Some monasteries were called ‘Abbeys’ because they were headed by an Abbot, or ‘Father’. The word was originally abba in the Aramaic language. There is no mention of an abbot ruling the Hagustaldian Church. Instead it became a cathedral, so called because the bishop's throne was a cathedra. Archbishop Theodore made Hexham the seat of a bishop in 678 when he broke up the large diocese of York, so it became an administrative centre with authority stretching from the Coquet to the Tees. The stone cathedra survives in the present church.

Orders

a Benedictine, a Cistercian, a Carthusian, a Dominican, a Franciscan, an Augustinian, a Capuchin, and a Premonstratensian

The Hagustaldian Church survived for many centuries, though it ceased to be a cathedral about 821 and its monks disappeared about the same time. A family of priests served it, father succeeding son. By the 12th century the community around the Church had a name of its own: ‘Hagustaldes-ham’ it was at first, then ‘Hextildesham’, the township of Hextilda. The name of a Tynedale noblewoman and benefactress of the Church replaced one whose meaning had been forgotten.

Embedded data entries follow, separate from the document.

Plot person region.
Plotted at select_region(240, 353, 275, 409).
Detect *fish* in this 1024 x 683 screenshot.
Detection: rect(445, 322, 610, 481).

By that time the church had been separated from the town around it. The Normans brought in continental ideas about reviving and reforming religious life. Clergy were to be totally dedicated to worship, and to live apart from the lay folk they served as celibates. In the 12th century the Norman Archbishop of York sent Augustinian canons to restore the Church at Hexham. One of their first actions was to enclose their buildings with a high wall, and their wall helped to shape the town growing outside it.

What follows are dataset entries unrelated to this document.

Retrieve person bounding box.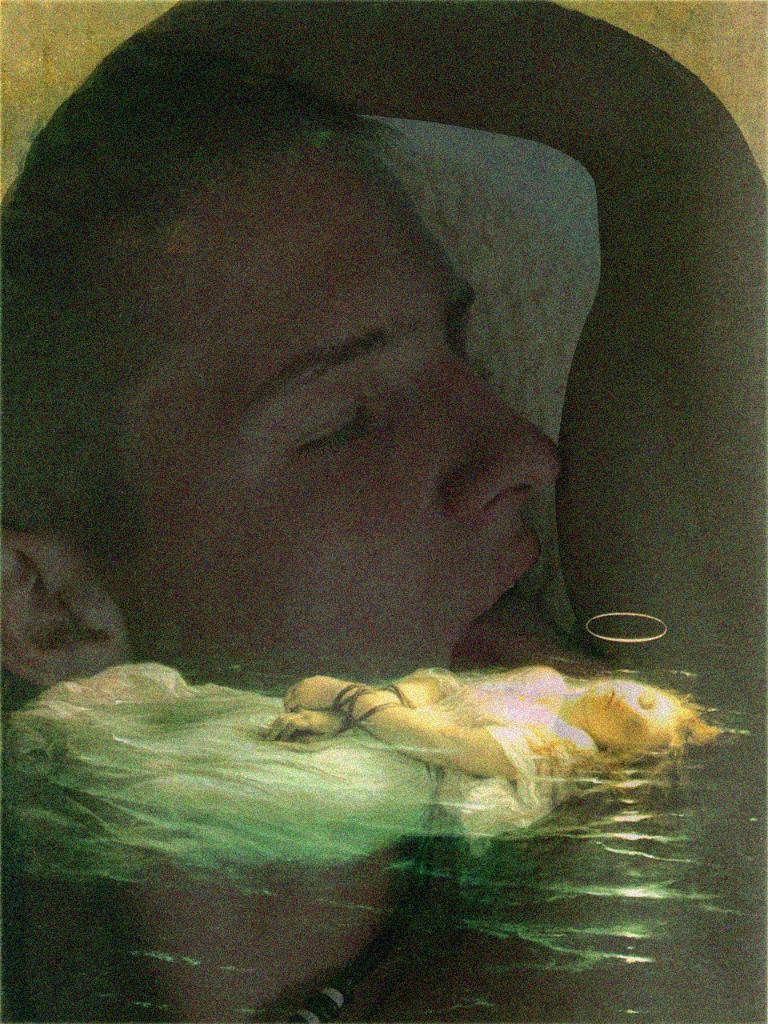
Bounding box: 0 33 560 1023.
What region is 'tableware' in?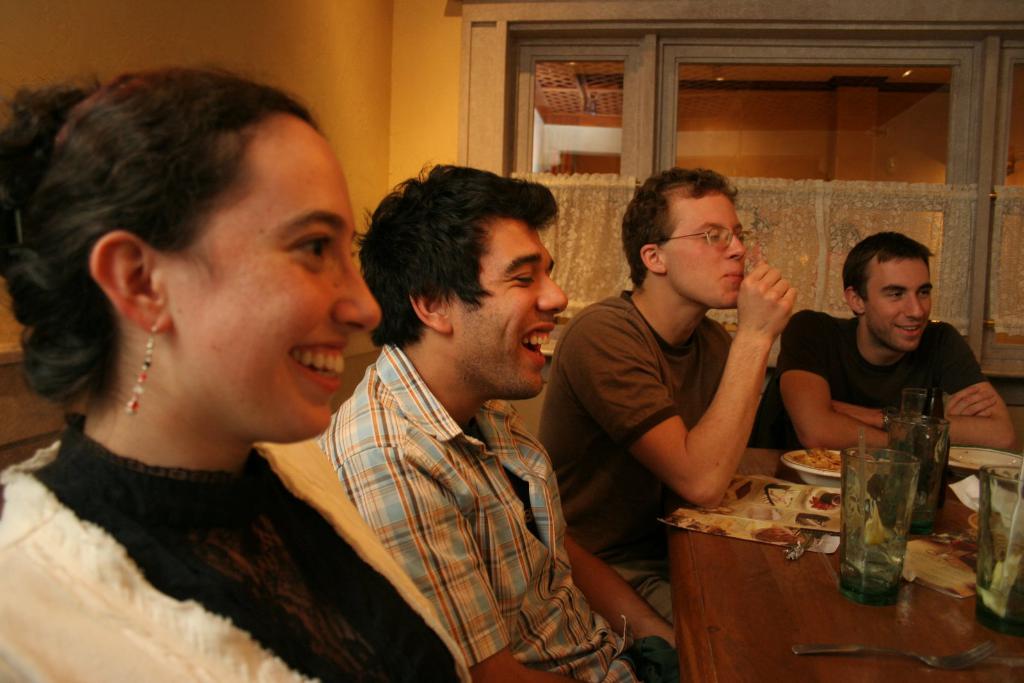
rect(973, 461, 1023, 636).
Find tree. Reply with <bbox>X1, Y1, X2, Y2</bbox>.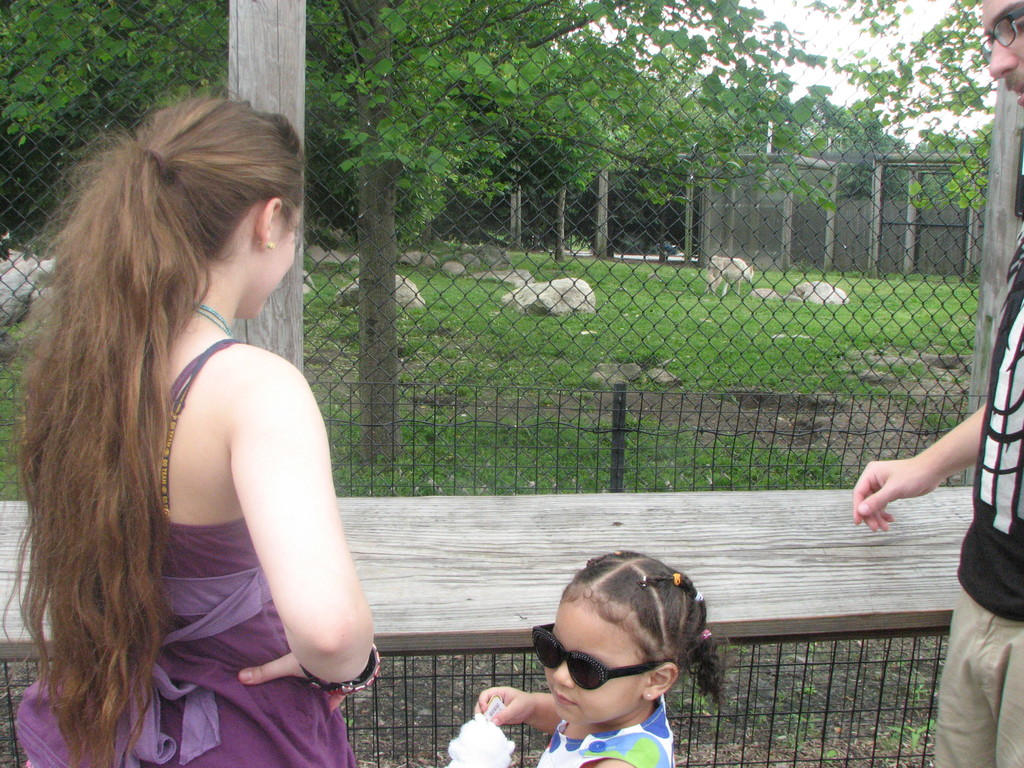
<bbox>0, 0, 883, 463</bbox>.
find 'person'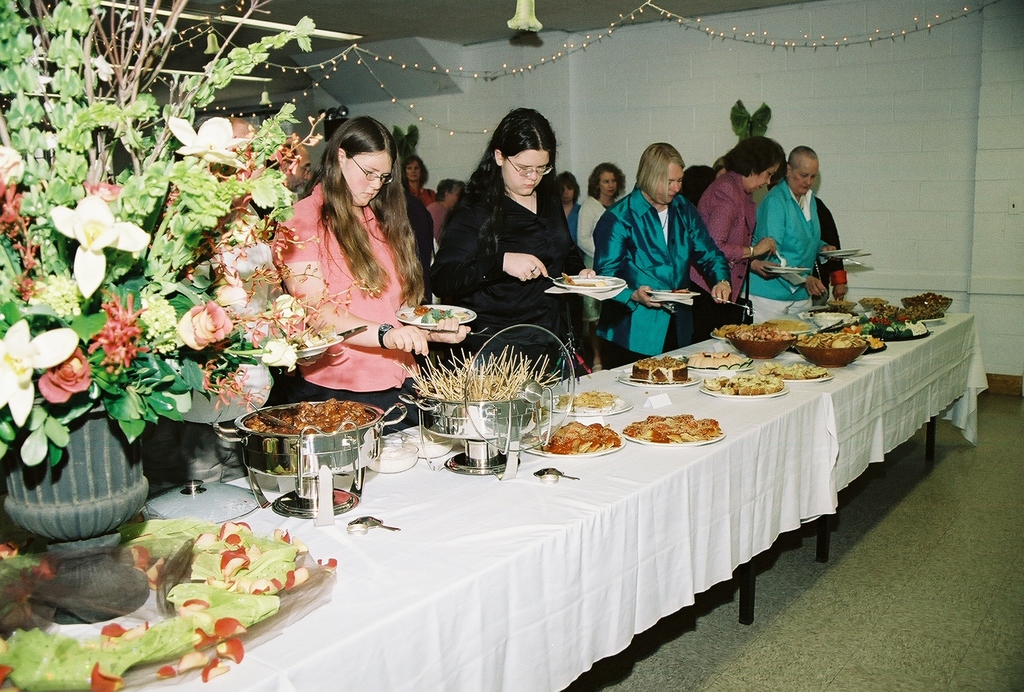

At most 26 canons lived around the cloisters at Hexham, working as parish priests, teachers and carers. Officially, they were The Prior and Convent of Hextildesham, though we usually speak of Hexham Priory. Prior is simply Latin for ‘before’ or ‘foremost’, and in a large monastery or a cathedral the prior led the monks as deputy to the abbot or bishop. In a smaller house of monks or canons he was himself at the top of the tree, so it became a priory. Convent is from the Latin for ‘come together’, or ‘assembly’. The canons were also priests; they owned property, including one ‘little piece of land’ that became ‘Priestpopple’. There were at Hexham no friars, dedicated travelling preachers who lived by begging.

The Priory Church served also as parish church for the people of Hexhamshire, though St Mary's Chapel stood just outside the priory wall. The pulpitum screen enclosing the canons' quire still divides the present Abbey.

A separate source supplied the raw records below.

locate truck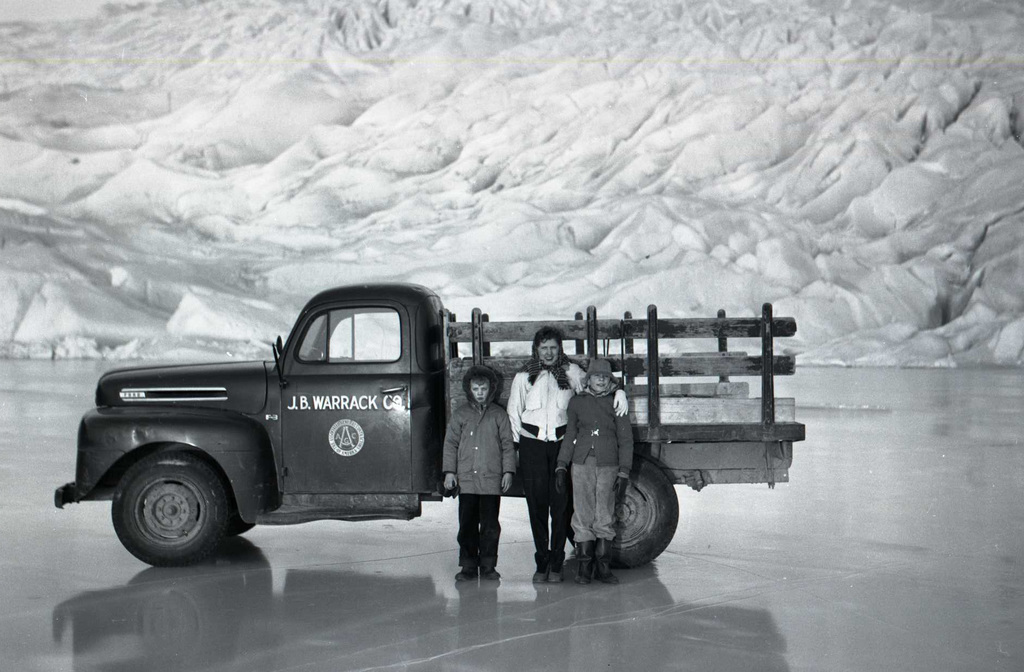
x1=72 y1=288 x2=746 y2=558
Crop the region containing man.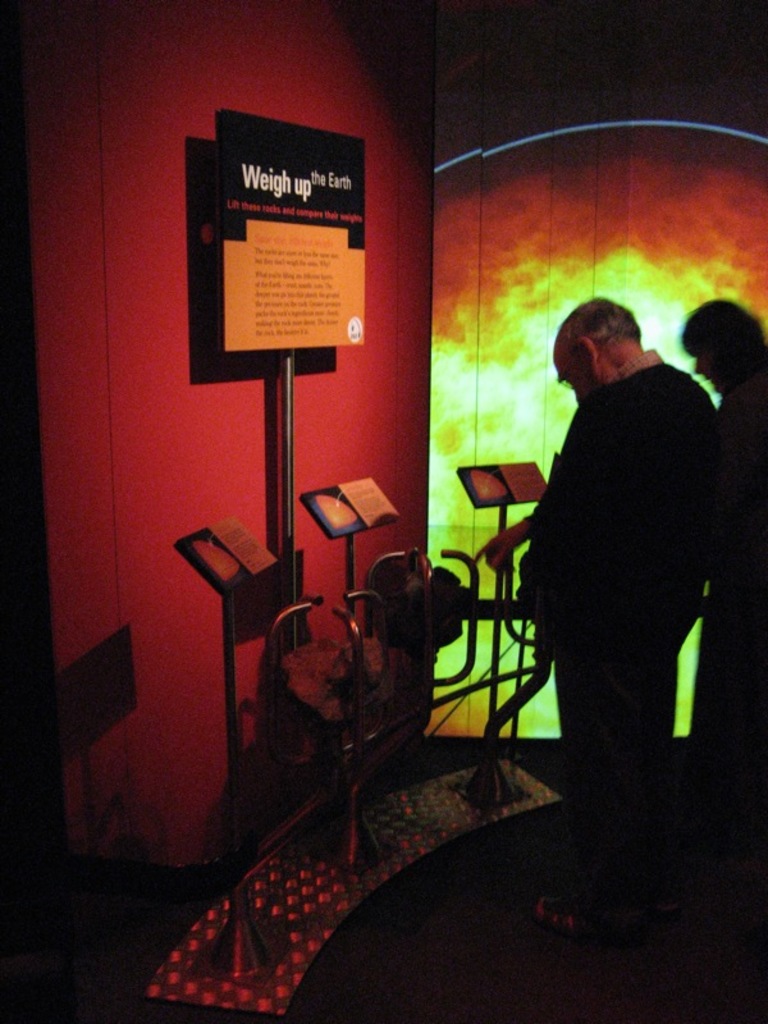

In the 1530s Henry VIII broke the links between England and the Roman Catholic Church. The Reformation made him head of a new ‘Church of England’. Because Henry suspected them of treason and coveted their wealth, all monks and canons regular were expelled, while protestant reformers destroyed images and windows. After the Dissolution all the Priory's properties in and around Hexham passed to the king's supporters, and later to the families who held the Lordship of the Manor of Hexham. Carnabys, Fenwicks, Blacketts, and Beaumonts in turn occupied the former priory buildings and made their homes where prior and canons had once lived. They allowed Hexham people to carry on using the former priory church as their parish church.

By the 18th century people showed new interest in the Middle Ages. The centuries since the fall of Rome had been seen as a ‘Dark Age’ of ignorance and superstition. Now, romantically minded authors, artists, architects and poets changed ideas about the past. It was fashionable for anyone whose home had once been linked with the Church to rename it ‘The Abbey’. Many were former Augustinian priories such as Byron's home at ‘Newstead Abbey’ and Calke Abbey in Derbyshire. So the Beaumonts, around 1800, received their many visitors at The Abbey. The Beaumonts' garden became the Abbey Grounds and is now a public park. Their church became The Abbey Church, now usually called Hexham Abbey.